The metamorphosis of downtown Barrie has begun.
A classic early 20th-century downtown city block, marked largely by two-storey commercial buildings, is making way for a 21st-century highrise, mixed-use development where hundreds of people are expected to call home in just a few years.
Demolition of the Dunlop Street West block, featuring the former Uptown Theatre, has started with crews working their way eastward from Mary Street.
“We are proceeding,” Debut Condos developer Gary Silverberg told BarrieToday. “The shovels are in the ground now.
"This is it, the beginning.”
The row of commercial buildings is coming down to make room for two 32-storey condo towers with 30-feet high, street-level retail and a link to a future market area, which is currently occupied by the city’s transit terminal.
The western portion of the block is being demolished with plans for the first tower to be developed in phase one of the project, to be followed by construction of the second tower. Silverberg says the development is expected to take three years, with occupancy to take place in about 40 months.
The result, Silverberg says, will be an exciting and vibrant “very, very urban setting.”
“I see one of the greatest downtown cores in Ontario. I see a fantastic city with excitement that’s revitalized in a way that speaks to people’s tastes and needs of today,” he said. “They’re revitalizing downtowns all over North America. This is just a great city that happened to be one of the ones in Canada that’s being revitalized first because of its phenomenal potential.”
It is one of several projects proposed for the core.
Work has been ongoing at the 10-storey Lakhouse condominium complex with 178 units on Dunlop Street East.
The SmartCentres development on 3.5 hectares — with plans for four buildings and about 1,700 residential units, commercial space, a hotel space and public corridors — has also started on Bradford Street.
At Dunlop and Bradford streets, there are also plans for a mixed-use development with three residential towers of up to 20 storeys including 600 residential units where students once attended Barrie Central Collegiate..
Michelle Banfield, Barrie’s director of development services, says there's a transformation taking place downtown.
“A lot of it does revolve around having more people living in the downtown, which I think all of us want to see” to achieve critical mass in the core, she said. “The buildings that are being proposed aren’t the buildings that were proposed 20 years ago.”
In addition to the large developments, she points to smaller projects taking place in the core, such as the 70 affordable housing units at Bayfield and Sophia streets.
The resulting density from the combined projects aligns with the provincial growth plan aimed to increase the population living in city urban growth centres, Banfield says.
The goal is to move away from reliance on personal vehicles with increased use of public transit — core values of the 15-minute city residential urban concept in which most necessary facilities are within walking or cycling distance.
What remains missing, however, is a grocery store.
That may well follow as more people move downtown, Banfield said.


> **Problem details**: Look through the entries below, please, and copy every line with the word "this".

Stored records:
++++

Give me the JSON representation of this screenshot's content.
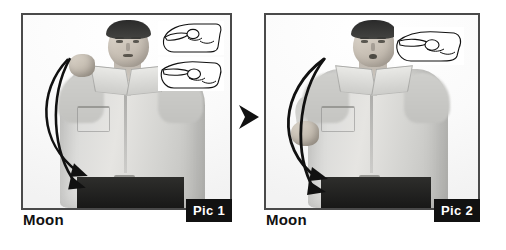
{
  "figure": {
    "type": "instructional-photo-sequence",
    "sign_word": "Moon",
    "background_color": "#ffffff",
    "step_separator_icon": "right-triangle-arrow-icon",
    "panels": [
      {
        "id": "pic-1",
        "caption": "Moon",
        "badge_label": "Pic 1",
        "badge_background": "#111111",
        "badge_text_color": "#ffffff",
        "border_color": "#4a4a4a",
        "photo_description": "Grayscale photo of a man in a light button-down shirt with dark trousers and belt, right fist raised beside his head",
        "motion_arrows": [
          {
            "name": "upper-curved-motion-arrow",
            "direction": "downward-curve-to-right"
          },
          {
            "name": "lower-curved-motion-arrow",
            "direction": "downward-curve-to-right"
          }
        ],
        "handshape_drawings": [
          {
            "name": "handshape-line-drawing-top",
            "description": "line drawing of hand, thumb and index forming small circle, fingers curled"
          },
          {
            "name": "handshape-line-drawing-bottom",
            "description": "line drawing of hand in profile, index finger extended with thumb circle"
          }
        ]
      },
      {
        "id": "pic-2",
        "caption": "Moon",
        "badge_label": "Pic 2",
        "badge_background": "#111111",
        "badge_text_color": "#ffffff",
        "border_color": "#4a4a4a",
        "photo_description": "Grayscale photo of the same man with lips rounded, hand lowered to waist height, crescent motion path traced",
        "motion_arrows": [
          {
            "name": "crescent-motion-arrow-outer",
            "direction": "arc-down-to-right"
          },
          {
            "name": "crescent-motion-arrow-inner",
            "direction": "arc-down-to-right"
          }
        ],
        "handshape_drawings": [
          {
            "name": "handshape-line-drawing",
            "description": "line drawing of hand in profile, index finger extended toward left"
          }
        ]
      }
    ]
  }
}
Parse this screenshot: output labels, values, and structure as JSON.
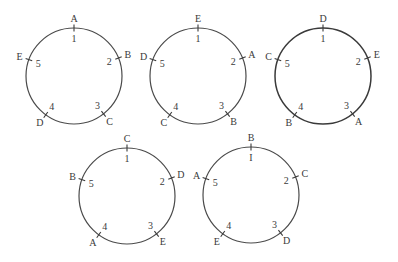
{
  "diagram": {
    "tick_angles_deg": [
      -90,
      -22,
      52,
      126,
      200
    ],
    "label_radius_offset": 10,
    "number_radius_offset": -10,
    "circles": [
      {
        "id": "circle-1",
        "cx": 74,
        "cy": 76,
        "r": 48,
        "bold": false,
        "numbers": [
          "1",
          "2",
          "3",
          "4",
          "5"
        ],
        "letters": [
          "A",
          "B",
          "C",
          "D",
          "E"
        ]
      },
      {
        "id": "circle-2",
        "cx": 198,
        "cy": 76,
        "r": 48,
        "bold": false,
        "numbers": [
          "1",
          "2",
          "3",
          "4",
          "5"
        ],
        "letters": [
          "E",
          "A",
          "B",
          "C",
          "D"
        ]
      },
      {
        "id": "circle-3",
        "cx": 323,
        "cy": 76,
        "r": 48,
        "bold": true,
        "numbers": [
          "1",
          "2",
          "3",
          "4",
          "5"
        ],
        "letters": [
          "D",
          "E",
          "A",
          "B",
          "C"
        ]
      },
      {
        "id": "circle-4",
        "cx": 127,
        "cy": 196,
        "r": 48,
        "bold": false,
        "numbers": [
          "1",
          "2",
          "3",
          "4",
          "5"
        ],
        "letters": [
          "C",
          "D",
          "E",
          "A",
          "B"
        ]
      },
      {
        "id": "circle-5",
        "cx": 251,
        "cy": 195,
        "r": 48,
        "bold": false,
        "numbers": [
          "I",
          "2",
          "3",
          "4",
          "5"
        ],
        "letters": [
          "B",
          "C",
          "D",
          "E",
          "A"
        ]
      }
    ]
  }
}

++++

> **Result**:
Give me the JSON representation of this screenshot's content.
Parse this screenshot: output labels, values, and structure as JSON.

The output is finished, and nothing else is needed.